[Gluster-devel] NSR design document

Manoj Pillai mpillai at redhat.com
Wed Oct 14 19:11:16 UTC 2015



----- Original Message -----
> > "The reads will also be sent to, and processed by the current
> > leader."
> > 
> > So, at any given time, only one brick in the replica group is
> > handling read requests? For a read-only workload-phase,
> > all except one will be idle in any given term?
> 
> By default and in theory, yes.  The question is: does it matter in practice?
> If you only have one replica set, and if you haven't turned on the option
> to allow reads from non-leaders (which is not the default because it does
> imply a small reduction in consistency across failure scenarios), and if the
> client(s) bandwidth isn't already saturated, then yeah, it might be slower
> than AFR.  Then again, even that might be outweighed by gains in cache
> efficiency and avoidance of any need for locking.  In the absolute worst
> case, we can split bricks and create multiple replica sets across the same
> bricks, each with their own leader.  That would parallelize reads as much as
> AFR, while still gaining all of the other NSR advantages.
> 
> In other words, yes, in theory it could be a problem.  In practice?  No.

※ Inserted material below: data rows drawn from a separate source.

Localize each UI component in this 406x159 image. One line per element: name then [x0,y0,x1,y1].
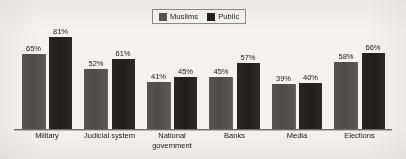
bar-group: 52%61% [85,26,135,129]
bar-public[interactable]: 57% [237,26,260,129]
bar-rect[interactable] [174,77,197,129]
bar-value-label: 65% [26,45,41,53]
axis-baseline [14,129,392,130]
bar-value-label: 57% [240,54,255,62]
bar-rect[interactable] [362,53,385,129]
bar-value-label: 52% [88,60,103,68]
bar-rect[interactable] [147,82,171,129]
bar-rect[interactable] [299,83,322,129]
bar-muslims[interactable]: 58% [335,26,358,129]
bar-value-label: 45% [213,68,228,76]
bar-value-label: 40% [303,74,318,82]
bar-value-label: 66% [365,44,380,52]
bar-group: 39%40% [272,26,322,129]
bar-group: 58%66% [335,26,385,129]
bar-public[interactable]: 40% [299,26,322,129]
legend-label-public: Public [218,13,239,21]
bar-value-label: 61% [115,50,130,58]
bar-rect[interactable] [237,63,260,129]
bar-value-label: 39% [276,75,291,83]
chart-legend: Muslims Public [152,9,246,24]
bar-rect[interactable] [22,54,46,129]
bar-muslims[interactable]: 41% [147,26,170,129]
bar-group: 45%57% [210,26,260,129]
bar-value-label: 41% [151,73,166,81]
category-labels: MilitaryJudicial systemNational governme… [0,131,406,159]
bar-rect[interactable] [49,37,72,129]
bar-value-label: 58% [338,53,353,61]
legend-item-muslims: Muslims [159,13,198,21]
bar-public[interactable]: 81% [49,26,72,129]
bar-muslims[interactable]: 39% [272,26,295,129]
bar-rect[interactable] [334,62,358,129]
plot-area: 65%81%52%61%41%45%45%57%39%40%58%66% [0,26,406,130]
bar-group: 65%81% [22,26,72,129]
bar-value-label: 45% [178,68,193,76]
bar-rect[interactable] [272,84,296,129]
bar-public[interactable]: 61% [112,26,135,129]
bar-rect[interactable] [84,69,108,129]
legend-label-muslims: Muslims [170,13,198,21]
bar-public[interactable]: 45% [174,26,197,129]
legend-swatch-public-icon [207,13,215,21]
bar-group: 41%45% [147,26,197,129]
bar-rect[interactable] [112,59,135,129]
bar-muslims[interactable]: 45% [210,26,233,129]
bar-muslims[interactable]: 65% [22,26,45,129]
category-label: Elections [323,131,397,141]
bar-rect[interactable] [209,77,233,129]
bar-chart: Muslims Public 65%81%52%61%41%45%45%57%3… [0,0,406,159]
bar-value-label: 81% [53,28,68,36]
bar-muslims[interactable]: 52% [85,26,108,129]
legend-item-public: Public [207,13,239,21]
bar-public[interactable]: 66% [362,26,385,129]
legend-swatch-muslims-icon [159,13,167,21]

Or maybe: in theory, it shouldn't be a problem in practice :).

We _could_ split bricks to distribute the load more or less evenly. So 
what would naturally be a replica-3/JBOD configuration (i.e. each 
disk is a brick, multiple bricks per server), could be changed 
to carve out 3 bricks out of each disk to distribute load 
(otherwise 2/3 of the disks would be idle in said read-only 
workload phase, IIUC). Such carving could have its downsides though. 
E.g. 3x number of bricks could be a problem if workload has 
operations that don't scale well with brick count. Plus the brick 
configuration guidelines would not exactly be elegant.

FWIW, if I look at the performance and perf regressions tests 
that are run at my place of work (as these tests stand today), I'd 
expect AFR to significantly outperform this design on reads.